The response must consist of the lines below from the one with "This screenshot has width=1615, height=908." through the one with "The image size is (503, 283).", exactly as they appear and with both ends kept.

Top of Data to examine

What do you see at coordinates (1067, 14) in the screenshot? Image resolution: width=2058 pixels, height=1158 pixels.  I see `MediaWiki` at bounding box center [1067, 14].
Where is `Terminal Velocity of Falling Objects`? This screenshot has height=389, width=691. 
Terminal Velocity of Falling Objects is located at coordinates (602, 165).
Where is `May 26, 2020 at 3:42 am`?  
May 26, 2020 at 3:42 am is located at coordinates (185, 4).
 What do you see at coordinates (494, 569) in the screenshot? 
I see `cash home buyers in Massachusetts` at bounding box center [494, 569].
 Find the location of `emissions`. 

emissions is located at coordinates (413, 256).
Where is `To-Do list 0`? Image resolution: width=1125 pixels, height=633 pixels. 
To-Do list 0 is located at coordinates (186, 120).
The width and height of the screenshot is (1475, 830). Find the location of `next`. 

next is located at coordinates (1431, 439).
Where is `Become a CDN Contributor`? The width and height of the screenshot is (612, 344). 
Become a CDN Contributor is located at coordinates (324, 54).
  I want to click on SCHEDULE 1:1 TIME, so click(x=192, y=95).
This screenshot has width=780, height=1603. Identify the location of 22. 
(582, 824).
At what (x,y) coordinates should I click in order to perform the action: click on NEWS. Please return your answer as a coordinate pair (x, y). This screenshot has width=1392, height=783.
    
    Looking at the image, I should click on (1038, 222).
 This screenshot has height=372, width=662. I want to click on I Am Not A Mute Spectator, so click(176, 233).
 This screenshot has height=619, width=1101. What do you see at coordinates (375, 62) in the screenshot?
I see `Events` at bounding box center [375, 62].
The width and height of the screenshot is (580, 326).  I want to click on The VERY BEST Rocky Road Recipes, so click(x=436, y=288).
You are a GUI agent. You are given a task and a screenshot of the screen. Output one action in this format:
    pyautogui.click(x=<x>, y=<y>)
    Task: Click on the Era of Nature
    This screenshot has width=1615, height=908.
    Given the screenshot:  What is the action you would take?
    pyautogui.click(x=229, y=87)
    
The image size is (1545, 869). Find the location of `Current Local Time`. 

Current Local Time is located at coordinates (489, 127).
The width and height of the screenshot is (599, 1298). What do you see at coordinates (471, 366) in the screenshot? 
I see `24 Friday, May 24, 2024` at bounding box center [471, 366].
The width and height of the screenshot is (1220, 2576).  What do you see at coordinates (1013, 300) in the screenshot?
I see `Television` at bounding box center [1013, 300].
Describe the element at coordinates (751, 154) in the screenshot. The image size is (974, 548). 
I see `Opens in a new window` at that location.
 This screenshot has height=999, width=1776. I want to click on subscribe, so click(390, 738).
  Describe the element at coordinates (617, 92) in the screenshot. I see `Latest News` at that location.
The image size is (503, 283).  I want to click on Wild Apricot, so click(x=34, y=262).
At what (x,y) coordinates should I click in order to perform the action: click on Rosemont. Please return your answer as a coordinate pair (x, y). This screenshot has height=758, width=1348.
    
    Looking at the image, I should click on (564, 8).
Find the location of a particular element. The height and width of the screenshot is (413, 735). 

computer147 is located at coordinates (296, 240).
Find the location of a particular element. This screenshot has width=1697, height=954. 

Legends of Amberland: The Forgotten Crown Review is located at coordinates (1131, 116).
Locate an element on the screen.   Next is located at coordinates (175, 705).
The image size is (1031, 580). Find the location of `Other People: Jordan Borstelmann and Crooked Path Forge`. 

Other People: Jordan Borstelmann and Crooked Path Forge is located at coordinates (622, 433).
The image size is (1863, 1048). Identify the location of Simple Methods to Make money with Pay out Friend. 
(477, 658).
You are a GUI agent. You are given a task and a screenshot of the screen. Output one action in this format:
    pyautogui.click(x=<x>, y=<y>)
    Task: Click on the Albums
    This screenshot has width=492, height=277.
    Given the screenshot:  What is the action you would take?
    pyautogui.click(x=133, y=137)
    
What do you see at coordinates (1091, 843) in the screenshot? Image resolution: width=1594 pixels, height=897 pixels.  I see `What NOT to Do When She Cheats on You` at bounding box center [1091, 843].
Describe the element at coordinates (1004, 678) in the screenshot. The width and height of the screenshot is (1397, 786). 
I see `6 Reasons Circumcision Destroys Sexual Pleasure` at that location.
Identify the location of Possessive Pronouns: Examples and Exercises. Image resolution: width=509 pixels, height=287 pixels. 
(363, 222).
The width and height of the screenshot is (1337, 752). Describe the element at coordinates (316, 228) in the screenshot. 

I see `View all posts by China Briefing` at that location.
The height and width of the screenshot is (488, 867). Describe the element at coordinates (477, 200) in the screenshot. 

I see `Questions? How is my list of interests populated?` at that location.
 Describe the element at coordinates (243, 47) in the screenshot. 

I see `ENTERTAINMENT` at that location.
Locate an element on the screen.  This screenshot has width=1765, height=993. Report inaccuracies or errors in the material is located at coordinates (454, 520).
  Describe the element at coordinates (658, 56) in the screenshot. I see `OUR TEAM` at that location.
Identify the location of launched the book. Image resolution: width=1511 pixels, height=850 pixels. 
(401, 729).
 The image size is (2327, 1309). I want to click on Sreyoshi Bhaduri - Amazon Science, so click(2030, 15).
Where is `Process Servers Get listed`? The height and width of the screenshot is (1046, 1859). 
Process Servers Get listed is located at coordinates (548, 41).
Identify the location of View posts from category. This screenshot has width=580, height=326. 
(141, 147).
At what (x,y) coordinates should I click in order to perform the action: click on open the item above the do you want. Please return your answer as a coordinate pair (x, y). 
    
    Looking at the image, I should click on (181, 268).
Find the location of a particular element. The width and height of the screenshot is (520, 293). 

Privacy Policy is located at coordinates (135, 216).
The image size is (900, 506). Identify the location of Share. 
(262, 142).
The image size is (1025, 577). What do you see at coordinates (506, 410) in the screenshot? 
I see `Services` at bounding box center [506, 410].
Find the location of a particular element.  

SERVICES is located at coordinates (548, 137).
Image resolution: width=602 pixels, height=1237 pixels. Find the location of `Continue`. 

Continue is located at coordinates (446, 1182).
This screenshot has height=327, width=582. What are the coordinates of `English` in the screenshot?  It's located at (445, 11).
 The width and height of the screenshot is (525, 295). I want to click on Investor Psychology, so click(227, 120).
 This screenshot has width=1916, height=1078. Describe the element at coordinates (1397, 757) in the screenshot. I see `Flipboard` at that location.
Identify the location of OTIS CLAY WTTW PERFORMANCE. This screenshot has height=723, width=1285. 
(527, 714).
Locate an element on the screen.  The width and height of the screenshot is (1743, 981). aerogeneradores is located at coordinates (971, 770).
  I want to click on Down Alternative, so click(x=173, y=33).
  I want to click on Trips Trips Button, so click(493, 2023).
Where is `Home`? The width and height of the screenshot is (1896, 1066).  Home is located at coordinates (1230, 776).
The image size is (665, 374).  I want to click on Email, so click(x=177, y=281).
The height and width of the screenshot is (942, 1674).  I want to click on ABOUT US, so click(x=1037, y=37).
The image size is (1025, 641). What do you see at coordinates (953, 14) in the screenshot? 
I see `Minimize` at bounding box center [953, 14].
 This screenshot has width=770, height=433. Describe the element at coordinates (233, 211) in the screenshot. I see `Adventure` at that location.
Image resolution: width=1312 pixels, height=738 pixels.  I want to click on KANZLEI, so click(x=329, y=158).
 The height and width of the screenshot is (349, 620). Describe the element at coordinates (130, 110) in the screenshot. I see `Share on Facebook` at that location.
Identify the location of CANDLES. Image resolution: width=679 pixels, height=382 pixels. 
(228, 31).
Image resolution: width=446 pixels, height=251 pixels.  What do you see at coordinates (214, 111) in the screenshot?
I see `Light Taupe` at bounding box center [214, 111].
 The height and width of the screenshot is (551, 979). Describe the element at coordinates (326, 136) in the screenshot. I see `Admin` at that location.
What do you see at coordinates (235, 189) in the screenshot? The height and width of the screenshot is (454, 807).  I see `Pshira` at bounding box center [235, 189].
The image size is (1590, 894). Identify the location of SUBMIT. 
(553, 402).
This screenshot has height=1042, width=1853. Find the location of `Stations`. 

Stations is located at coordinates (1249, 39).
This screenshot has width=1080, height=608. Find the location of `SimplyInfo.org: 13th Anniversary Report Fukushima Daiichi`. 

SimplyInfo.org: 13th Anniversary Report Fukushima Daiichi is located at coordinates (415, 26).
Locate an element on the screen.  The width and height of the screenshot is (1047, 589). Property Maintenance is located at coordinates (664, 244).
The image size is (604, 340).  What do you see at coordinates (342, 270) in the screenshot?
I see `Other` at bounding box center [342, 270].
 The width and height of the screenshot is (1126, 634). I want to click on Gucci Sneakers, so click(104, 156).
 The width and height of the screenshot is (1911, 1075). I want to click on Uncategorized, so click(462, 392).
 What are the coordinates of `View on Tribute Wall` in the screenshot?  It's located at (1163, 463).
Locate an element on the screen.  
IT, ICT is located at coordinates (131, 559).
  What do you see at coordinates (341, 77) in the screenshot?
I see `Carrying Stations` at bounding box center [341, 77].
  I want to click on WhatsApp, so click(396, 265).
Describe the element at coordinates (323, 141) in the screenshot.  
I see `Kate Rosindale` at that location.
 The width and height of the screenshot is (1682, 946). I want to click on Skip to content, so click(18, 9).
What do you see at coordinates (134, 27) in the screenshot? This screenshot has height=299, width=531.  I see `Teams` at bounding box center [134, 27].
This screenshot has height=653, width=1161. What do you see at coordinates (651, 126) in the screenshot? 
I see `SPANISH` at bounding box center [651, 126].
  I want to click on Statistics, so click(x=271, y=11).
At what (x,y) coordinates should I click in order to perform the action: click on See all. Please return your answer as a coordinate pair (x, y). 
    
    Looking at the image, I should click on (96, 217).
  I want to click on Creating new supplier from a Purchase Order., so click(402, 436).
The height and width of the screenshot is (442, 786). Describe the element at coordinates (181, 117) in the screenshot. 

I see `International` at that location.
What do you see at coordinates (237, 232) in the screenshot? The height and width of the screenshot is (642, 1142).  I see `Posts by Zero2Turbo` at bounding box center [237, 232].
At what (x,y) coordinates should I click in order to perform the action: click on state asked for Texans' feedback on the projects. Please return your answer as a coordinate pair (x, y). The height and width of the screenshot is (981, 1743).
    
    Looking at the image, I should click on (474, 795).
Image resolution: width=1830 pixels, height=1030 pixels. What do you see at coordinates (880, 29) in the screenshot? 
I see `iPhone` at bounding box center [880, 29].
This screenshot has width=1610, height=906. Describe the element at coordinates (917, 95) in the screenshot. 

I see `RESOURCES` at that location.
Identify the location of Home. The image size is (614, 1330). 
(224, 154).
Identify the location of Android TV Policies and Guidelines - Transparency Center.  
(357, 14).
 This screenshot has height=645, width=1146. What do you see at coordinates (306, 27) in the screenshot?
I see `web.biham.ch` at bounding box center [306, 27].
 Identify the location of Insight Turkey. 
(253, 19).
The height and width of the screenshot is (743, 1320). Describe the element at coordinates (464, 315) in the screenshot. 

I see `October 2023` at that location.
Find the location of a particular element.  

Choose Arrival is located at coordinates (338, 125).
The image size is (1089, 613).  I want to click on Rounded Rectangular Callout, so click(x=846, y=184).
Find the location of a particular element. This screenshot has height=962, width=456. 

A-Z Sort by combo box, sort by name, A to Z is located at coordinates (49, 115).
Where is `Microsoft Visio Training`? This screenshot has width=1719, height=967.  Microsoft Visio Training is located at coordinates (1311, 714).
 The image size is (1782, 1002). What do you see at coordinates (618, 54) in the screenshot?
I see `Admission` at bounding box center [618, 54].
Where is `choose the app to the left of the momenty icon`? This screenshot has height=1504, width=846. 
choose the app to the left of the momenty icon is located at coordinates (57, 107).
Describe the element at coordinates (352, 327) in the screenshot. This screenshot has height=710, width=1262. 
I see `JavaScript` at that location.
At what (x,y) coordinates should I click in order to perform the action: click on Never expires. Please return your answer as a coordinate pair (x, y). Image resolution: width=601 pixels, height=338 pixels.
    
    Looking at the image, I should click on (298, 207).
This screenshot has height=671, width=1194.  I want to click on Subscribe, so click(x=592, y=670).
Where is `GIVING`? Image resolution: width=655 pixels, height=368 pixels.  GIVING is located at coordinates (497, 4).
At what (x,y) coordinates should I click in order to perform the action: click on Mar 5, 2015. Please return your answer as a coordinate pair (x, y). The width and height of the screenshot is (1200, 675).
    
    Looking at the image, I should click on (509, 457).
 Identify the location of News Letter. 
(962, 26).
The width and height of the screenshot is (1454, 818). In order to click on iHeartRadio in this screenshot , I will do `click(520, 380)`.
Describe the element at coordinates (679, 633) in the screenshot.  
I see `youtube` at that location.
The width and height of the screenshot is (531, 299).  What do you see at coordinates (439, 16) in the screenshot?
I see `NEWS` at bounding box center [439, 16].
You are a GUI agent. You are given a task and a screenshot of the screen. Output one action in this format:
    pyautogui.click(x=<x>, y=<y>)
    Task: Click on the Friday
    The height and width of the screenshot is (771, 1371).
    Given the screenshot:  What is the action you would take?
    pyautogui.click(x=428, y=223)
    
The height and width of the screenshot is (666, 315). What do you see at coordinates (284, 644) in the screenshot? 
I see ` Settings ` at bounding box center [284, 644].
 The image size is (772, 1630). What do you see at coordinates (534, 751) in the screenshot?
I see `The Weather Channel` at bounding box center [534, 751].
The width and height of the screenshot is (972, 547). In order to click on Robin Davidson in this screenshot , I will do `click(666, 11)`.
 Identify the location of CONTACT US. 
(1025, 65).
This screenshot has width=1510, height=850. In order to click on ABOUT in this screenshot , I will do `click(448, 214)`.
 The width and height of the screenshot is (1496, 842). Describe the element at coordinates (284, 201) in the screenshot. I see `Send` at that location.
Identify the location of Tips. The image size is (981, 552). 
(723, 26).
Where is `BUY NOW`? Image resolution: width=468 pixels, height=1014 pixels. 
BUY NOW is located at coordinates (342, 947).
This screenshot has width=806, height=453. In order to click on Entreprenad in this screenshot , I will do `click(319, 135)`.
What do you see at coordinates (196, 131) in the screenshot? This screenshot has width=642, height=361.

Bottom of Data to examine

**Completed exercise**
    This screenshot has width=1615, height=908.
    Given the screenshot:  What is the action you would take?
    pyautogui.click(x=229, y=87)
    
The image size is (1545, 869). Find the location of `Current Local Time`. 

Current Local Time is located at coordinates (489, 127).
The width and height of the screenshot is (599, 1298). What do you see at coordinates (471, 366) in the screenshot? 
I see `24 Friday, May 24, 2024` at bounding box center [471, 366].
The width and height of the screenshot is (1220, 2576).  What do you see at coordinates (1013, 300) in the screenshot?
I see `Television` at bounding box center [1013, 300].
Describe the element at coordinates (751, 154) in the screenshot. The image size is (974, 548). 
I see `Opens in a new window` at that location.
 This screenshot has height=999, width=1776. I want to click on subscribe, so click(390, 738).
  Describe the element at coordinates (617, 92) in the screenshot. I see `Latest News` at that location.
The image size is (503, 283).  I want to click on Wild Apricot, so click(x=34, y=262).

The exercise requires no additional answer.